My mac is going very slow after I update xcode to 8.2 I checked activity monitor which is showing a process name ibtoold many times with huge memory consumption. Can anyone help please?
Best Answer
Did they finally disappear? I suspect it was updating/recompiling your Xcode interface files and once done, these processes should go away.
Before I even saw your DropBox Link, I was about to say it's DropBox Syncing the Files ON your Computer (MacMini) with your Online DropBox Account. This happened to me, as well. I emailed DropBox and they said it is normal during File-Sync. I went into DropBox Settings in the MenuBar and UnChecked All the Folders, so that the Files don't have to be on my Local Computer AFTER they have been Uploaded to DropBox.com (So, they were only needed locally to initially upload to DB without uploading via the website/browser.
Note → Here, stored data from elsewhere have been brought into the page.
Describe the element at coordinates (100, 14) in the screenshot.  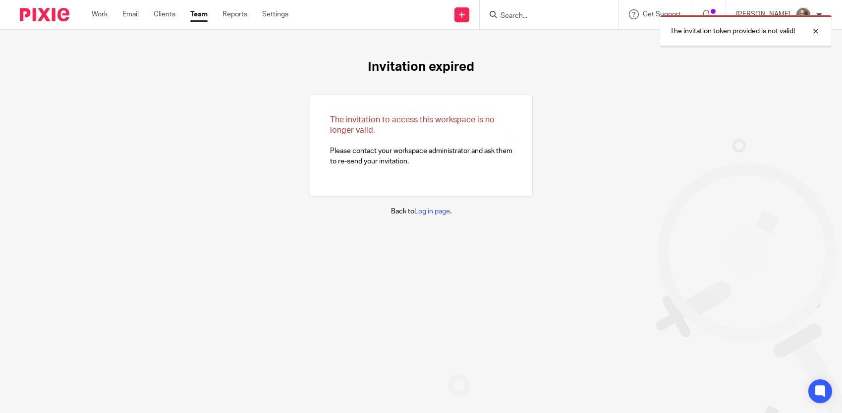
I see `a: Work` at that location.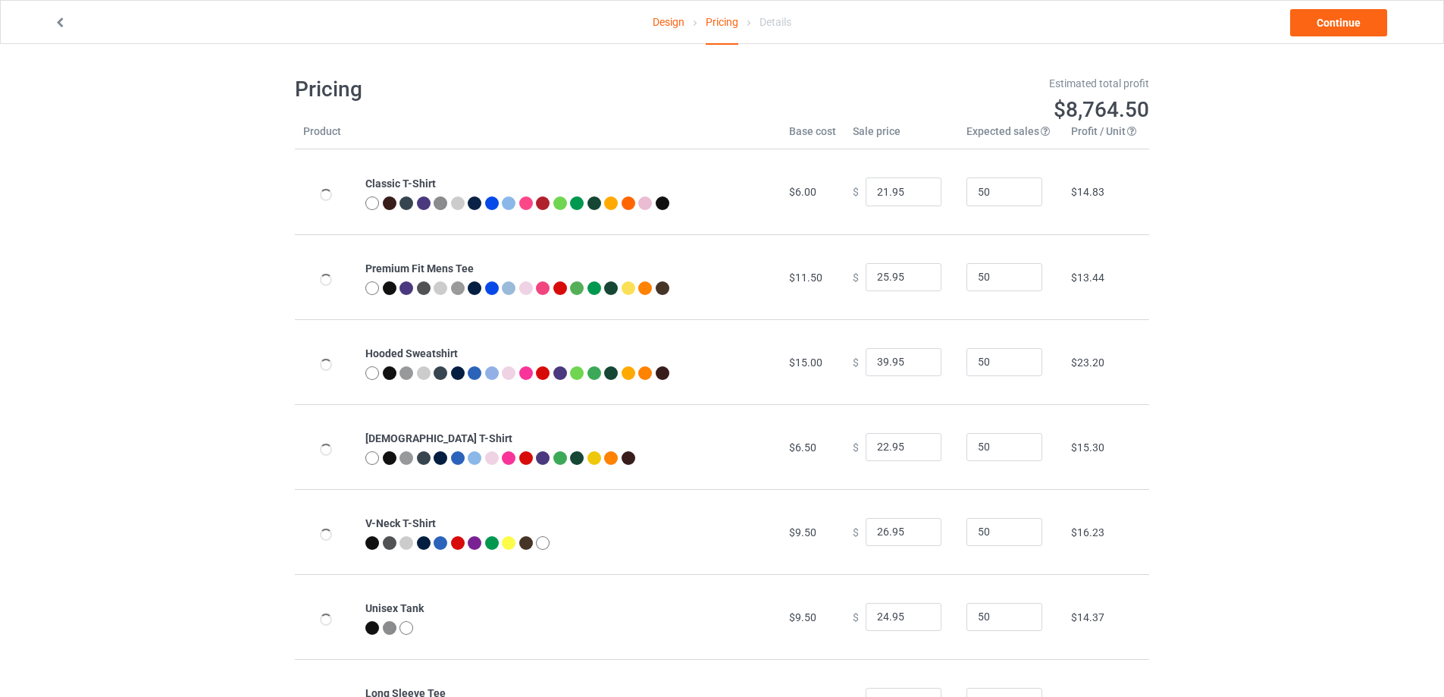 The height and width of the screenshot is (697, 1444). Describe the element at coordinates (1106, 136) in the screenshot. I see `th: Profit / Unit` at that location.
This is helpful if you have many Folders and Files inside other Folders.) Since the Upload was successful, I also turned-off DropBox Opening at Computer Startup.
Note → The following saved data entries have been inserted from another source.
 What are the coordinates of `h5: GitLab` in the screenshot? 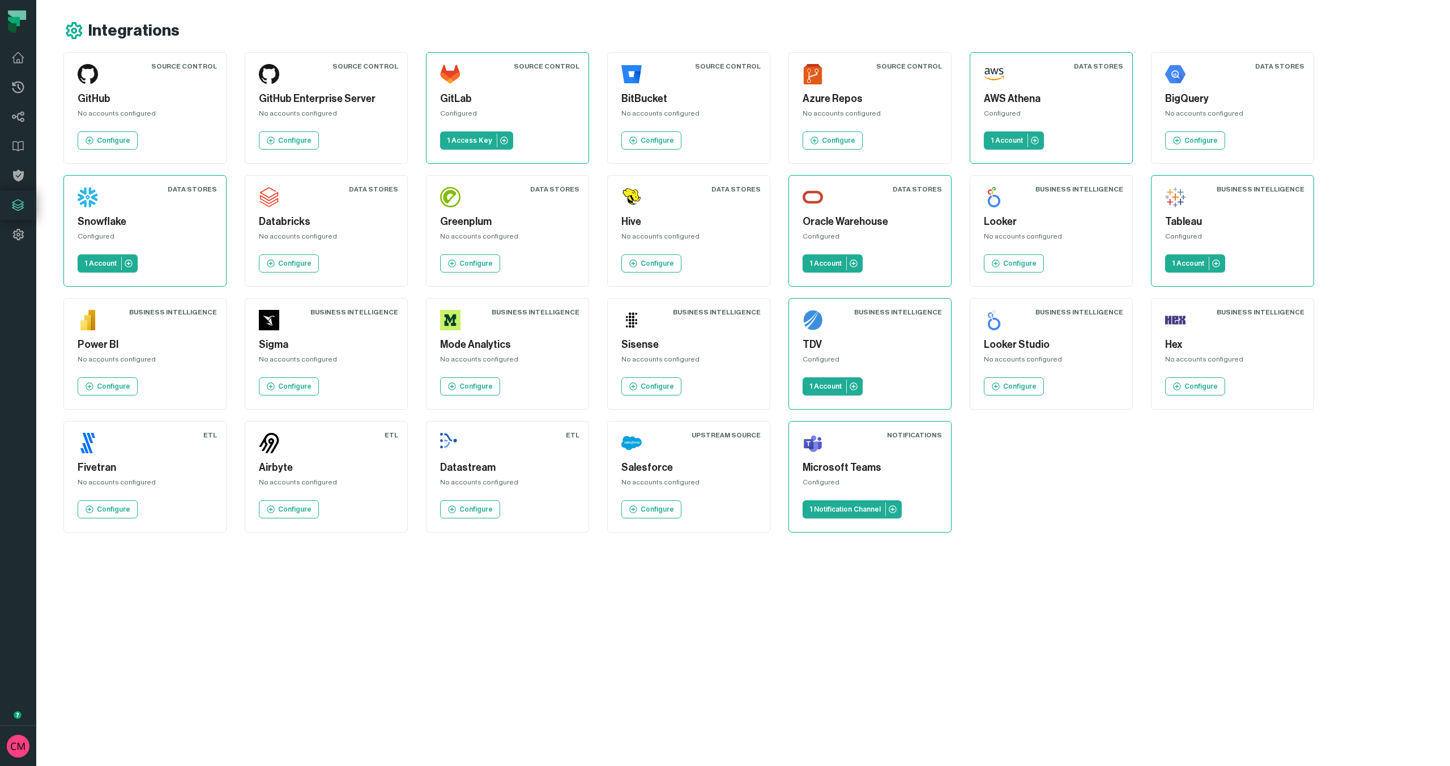 It's located at (508, 99).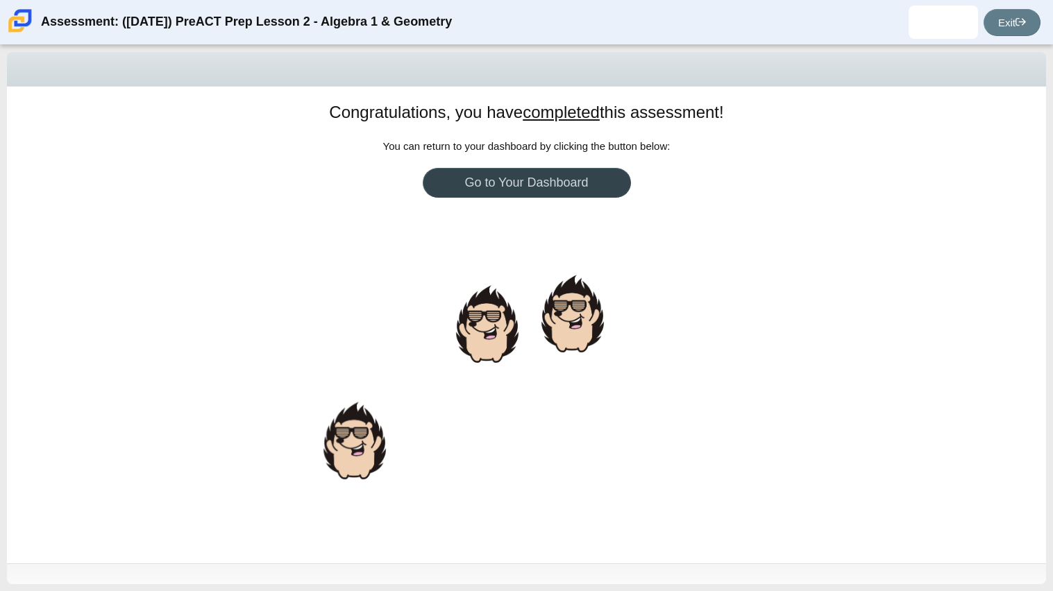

First of all: High Memory-Usage is not a bad thing in itself - the goal is to have a performant system and it can accomplish that by using RAM.
That you Mac slows down is more likely a problem that a process or an App is hogging Memory and not correctly releasing it, forcing the system to use Swap-Memory (on your Harddrive) and thereby slowing your system down, but that is just one possible scenario.
I think it is necessary to differentiate that because i think you are looking at the wrong place for your problem.
Other Possibilities could be wrong File Permissions, I/O errors of your Harddrive or SSD, timout issues for some process or App (Google Drive, Dropbox etc), corrupted chaches or swap files.
You should:
check the CPU-Usage in the 'Activity Monitor.app' Is there a Process/App that is using up your CPU and slowing your system?
Check the 'Console.app' in /Applications/Utilities/ for errors and post them here. There might be some clues there, f.e. read/write errors, timeout issues etc.
It is always a good idea use 'Disk Utility.app' in /Applications/Utilities to check your HD/SSD with 'Verify Disk' and after that checking the File-Permissions with 'Verify Disk Permissions'. If you find some errors there you should use the 'Repair' Function.
try booting your system in 'safe mode' by holding the shift key on startup. Can you reproduce the problem in that mode?
Best Answer
Did they finally disappear? I suspect it was updating/recompiling your Xcode interface files and once done, these processes should go away.